Polls suggest the UK Independence Party is on course for major gains in those elections, leaving mainstream political parties struggling to explain its popularity.
Some Ukip voters say they back the party because older political parties have persistently ignored public opinion on issues like Europe.
Mr Johnson echoed that conclusion in his remarks about the behaviour of earlier governments.
His time in Brussels, in the first years after the fall of the Berlin wall, saw significant moves to increase political integration between members of the EU.
In 1993, the European single market was formally completed, guaranteeing freedom of movement for goods and labour throughout the EU.
The same year saw the signing of the Maastricht Treaty, which laid the foundations of the single European currency.
Through many of those events, British ministers repeatedly gave a false impression to voters about their European negotiations, Mr Johnson said.
“They were continually pretending to the people of this country that they were standing firm against the Commission and the other countries attempting to harmonise and regulate everything,” he said.
“Whereas in reality they would always go out there and do deals and capitulate.”
Mr Johnson, an admirer of many of Lady Thatcher’s achievements, said that she was one of the Conservatives who had been guilty of misleading accounts of European deals.
The former prime minister is remembered by many supporters as a staunch opponent of European integration who frequently clashed with other European leaders.
Mr Johnson said that the reality was more complex, suggesting that Lady Thatcher’s rhetoric often masked a more conciliatory approach.
“Even Margaret Thatcher, famously rebarbative about the EU, even she and some of her immediate advisers could be quite tricksy about what was really going on.”
David Cameron has faced accusations of feeding public scepticism over Europe, by promising a referendum on the EU’s Lisbon Treaty then abandoning the plan when the treaty was incorporated into European law.
To address that scepticism, the Prime Minister has said that a Conservative government would offer voters an In/Out referendum on the EU.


Copy, from the data below, every line that has "marker" in it.

Dataset excerpts
>>>>
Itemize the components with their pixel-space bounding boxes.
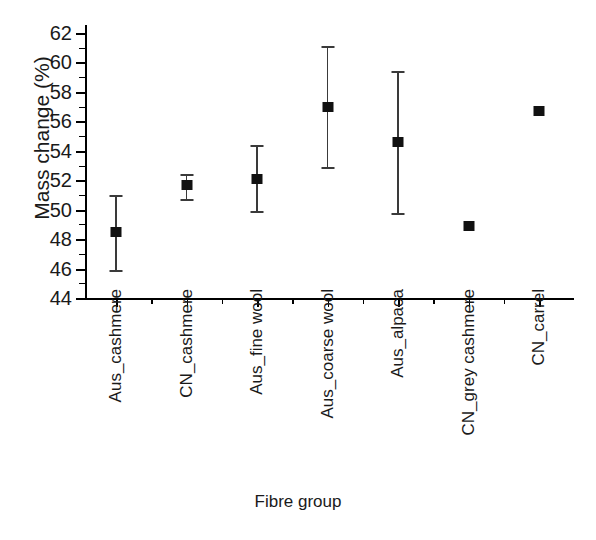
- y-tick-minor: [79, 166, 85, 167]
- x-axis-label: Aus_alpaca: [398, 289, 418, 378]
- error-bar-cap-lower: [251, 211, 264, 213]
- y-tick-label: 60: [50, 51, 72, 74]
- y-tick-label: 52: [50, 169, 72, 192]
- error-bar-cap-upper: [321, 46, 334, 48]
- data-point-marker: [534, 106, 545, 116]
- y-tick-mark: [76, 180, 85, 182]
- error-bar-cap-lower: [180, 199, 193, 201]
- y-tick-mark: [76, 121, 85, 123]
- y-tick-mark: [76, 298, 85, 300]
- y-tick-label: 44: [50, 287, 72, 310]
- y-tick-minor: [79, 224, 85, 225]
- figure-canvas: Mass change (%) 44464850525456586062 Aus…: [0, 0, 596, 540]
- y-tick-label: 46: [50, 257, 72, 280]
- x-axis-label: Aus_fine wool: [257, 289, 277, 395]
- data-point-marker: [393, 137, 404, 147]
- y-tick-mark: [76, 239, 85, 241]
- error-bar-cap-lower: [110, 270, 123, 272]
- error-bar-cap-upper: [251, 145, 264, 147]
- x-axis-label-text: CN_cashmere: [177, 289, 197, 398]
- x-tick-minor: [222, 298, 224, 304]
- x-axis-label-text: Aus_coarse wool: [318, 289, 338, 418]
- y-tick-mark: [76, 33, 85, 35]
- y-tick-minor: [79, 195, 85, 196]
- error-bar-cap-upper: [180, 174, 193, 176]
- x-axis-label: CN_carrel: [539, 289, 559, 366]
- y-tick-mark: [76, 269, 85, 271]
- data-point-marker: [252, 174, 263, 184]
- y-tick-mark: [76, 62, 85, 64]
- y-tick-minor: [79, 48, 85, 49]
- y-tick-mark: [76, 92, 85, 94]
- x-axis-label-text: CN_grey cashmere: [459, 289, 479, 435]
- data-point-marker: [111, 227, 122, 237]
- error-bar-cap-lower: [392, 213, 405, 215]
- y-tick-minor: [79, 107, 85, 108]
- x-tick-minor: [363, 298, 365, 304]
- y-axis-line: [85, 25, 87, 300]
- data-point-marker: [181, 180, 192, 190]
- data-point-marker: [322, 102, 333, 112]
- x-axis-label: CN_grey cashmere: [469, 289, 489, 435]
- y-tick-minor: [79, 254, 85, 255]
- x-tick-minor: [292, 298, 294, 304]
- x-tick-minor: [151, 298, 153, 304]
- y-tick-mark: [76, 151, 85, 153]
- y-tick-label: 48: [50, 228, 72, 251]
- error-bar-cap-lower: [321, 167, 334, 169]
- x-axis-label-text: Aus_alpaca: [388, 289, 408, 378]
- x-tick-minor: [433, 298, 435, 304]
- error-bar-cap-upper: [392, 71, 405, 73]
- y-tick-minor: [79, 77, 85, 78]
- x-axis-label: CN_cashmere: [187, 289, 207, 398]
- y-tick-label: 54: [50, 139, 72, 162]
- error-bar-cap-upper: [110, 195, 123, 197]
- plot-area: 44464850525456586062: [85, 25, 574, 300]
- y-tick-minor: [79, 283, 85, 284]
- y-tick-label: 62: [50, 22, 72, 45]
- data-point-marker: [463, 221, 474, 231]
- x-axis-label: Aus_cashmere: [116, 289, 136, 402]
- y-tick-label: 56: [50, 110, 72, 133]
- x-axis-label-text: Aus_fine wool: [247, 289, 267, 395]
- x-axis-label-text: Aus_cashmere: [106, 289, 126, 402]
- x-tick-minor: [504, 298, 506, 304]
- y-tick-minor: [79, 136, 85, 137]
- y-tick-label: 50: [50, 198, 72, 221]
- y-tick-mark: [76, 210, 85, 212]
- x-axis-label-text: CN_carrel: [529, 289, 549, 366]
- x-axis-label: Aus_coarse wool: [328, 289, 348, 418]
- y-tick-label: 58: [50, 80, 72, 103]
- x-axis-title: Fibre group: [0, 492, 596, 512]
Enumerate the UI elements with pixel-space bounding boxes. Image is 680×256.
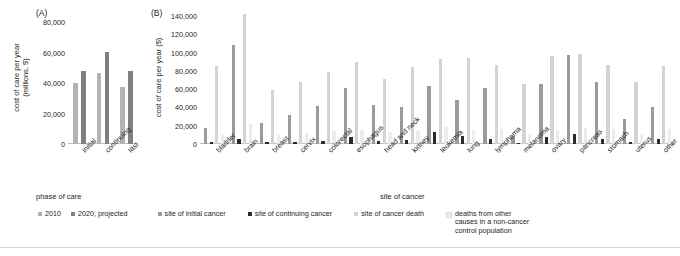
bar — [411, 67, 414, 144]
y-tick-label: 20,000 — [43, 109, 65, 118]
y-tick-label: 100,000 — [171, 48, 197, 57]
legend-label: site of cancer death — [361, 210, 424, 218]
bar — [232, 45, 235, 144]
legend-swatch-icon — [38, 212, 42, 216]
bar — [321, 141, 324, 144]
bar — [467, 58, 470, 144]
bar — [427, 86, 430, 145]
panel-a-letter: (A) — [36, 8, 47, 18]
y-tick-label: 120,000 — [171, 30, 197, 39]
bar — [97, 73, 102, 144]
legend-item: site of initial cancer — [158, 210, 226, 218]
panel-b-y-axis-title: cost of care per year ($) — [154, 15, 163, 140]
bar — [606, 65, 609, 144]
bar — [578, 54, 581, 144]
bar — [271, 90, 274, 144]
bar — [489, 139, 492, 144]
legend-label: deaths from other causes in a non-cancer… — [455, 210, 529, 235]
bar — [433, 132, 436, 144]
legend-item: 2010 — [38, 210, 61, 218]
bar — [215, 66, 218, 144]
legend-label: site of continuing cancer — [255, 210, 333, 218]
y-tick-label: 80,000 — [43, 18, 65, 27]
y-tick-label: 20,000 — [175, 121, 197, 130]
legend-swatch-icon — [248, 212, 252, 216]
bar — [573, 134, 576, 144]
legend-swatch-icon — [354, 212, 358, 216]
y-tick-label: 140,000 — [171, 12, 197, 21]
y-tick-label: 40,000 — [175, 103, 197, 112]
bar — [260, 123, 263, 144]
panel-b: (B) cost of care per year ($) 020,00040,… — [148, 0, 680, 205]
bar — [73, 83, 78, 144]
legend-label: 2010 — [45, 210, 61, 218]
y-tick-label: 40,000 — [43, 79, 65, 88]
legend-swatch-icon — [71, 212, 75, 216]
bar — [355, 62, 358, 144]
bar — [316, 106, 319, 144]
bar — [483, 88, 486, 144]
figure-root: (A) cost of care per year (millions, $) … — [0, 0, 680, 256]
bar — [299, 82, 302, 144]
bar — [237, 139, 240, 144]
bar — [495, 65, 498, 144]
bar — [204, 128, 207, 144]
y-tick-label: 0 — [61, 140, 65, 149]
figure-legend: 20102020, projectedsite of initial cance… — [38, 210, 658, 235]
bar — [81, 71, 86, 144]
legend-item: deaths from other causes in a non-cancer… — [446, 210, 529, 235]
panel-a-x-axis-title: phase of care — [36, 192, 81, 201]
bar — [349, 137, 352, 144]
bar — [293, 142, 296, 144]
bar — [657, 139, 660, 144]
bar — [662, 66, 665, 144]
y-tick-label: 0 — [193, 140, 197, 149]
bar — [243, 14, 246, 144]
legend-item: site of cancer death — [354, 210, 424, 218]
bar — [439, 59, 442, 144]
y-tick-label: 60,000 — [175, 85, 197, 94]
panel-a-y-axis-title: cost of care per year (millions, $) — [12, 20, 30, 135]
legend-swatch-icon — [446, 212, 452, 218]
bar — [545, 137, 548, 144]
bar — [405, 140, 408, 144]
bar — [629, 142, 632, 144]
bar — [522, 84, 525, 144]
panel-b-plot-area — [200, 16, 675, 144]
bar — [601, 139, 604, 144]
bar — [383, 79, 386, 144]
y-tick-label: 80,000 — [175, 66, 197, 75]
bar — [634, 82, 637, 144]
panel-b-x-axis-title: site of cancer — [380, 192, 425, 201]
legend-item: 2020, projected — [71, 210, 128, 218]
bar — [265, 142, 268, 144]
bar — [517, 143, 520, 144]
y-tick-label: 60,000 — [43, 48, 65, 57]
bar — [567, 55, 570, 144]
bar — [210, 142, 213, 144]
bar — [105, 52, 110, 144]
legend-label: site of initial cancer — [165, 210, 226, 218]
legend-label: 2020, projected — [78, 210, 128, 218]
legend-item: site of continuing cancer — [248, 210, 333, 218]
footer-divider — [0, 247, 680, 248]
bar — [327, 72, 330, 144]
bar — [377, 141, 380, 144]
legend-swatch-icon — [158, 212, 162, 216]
<<<<
• _Response to this exercise_:
- data-point-marker: [534, 106, 545, 116]
- data-point-marker: [393, 137, 404, 147]
- data-point-marker: [252, 174, 263, 184]
- data-point-marker: [111, 227, 122, 237]
- data-point-marker: [181, 180, 192, 190]
- data-point-marker: [322, 102, 333, 112]
- data-point-marker: [463, 221, 474, 231]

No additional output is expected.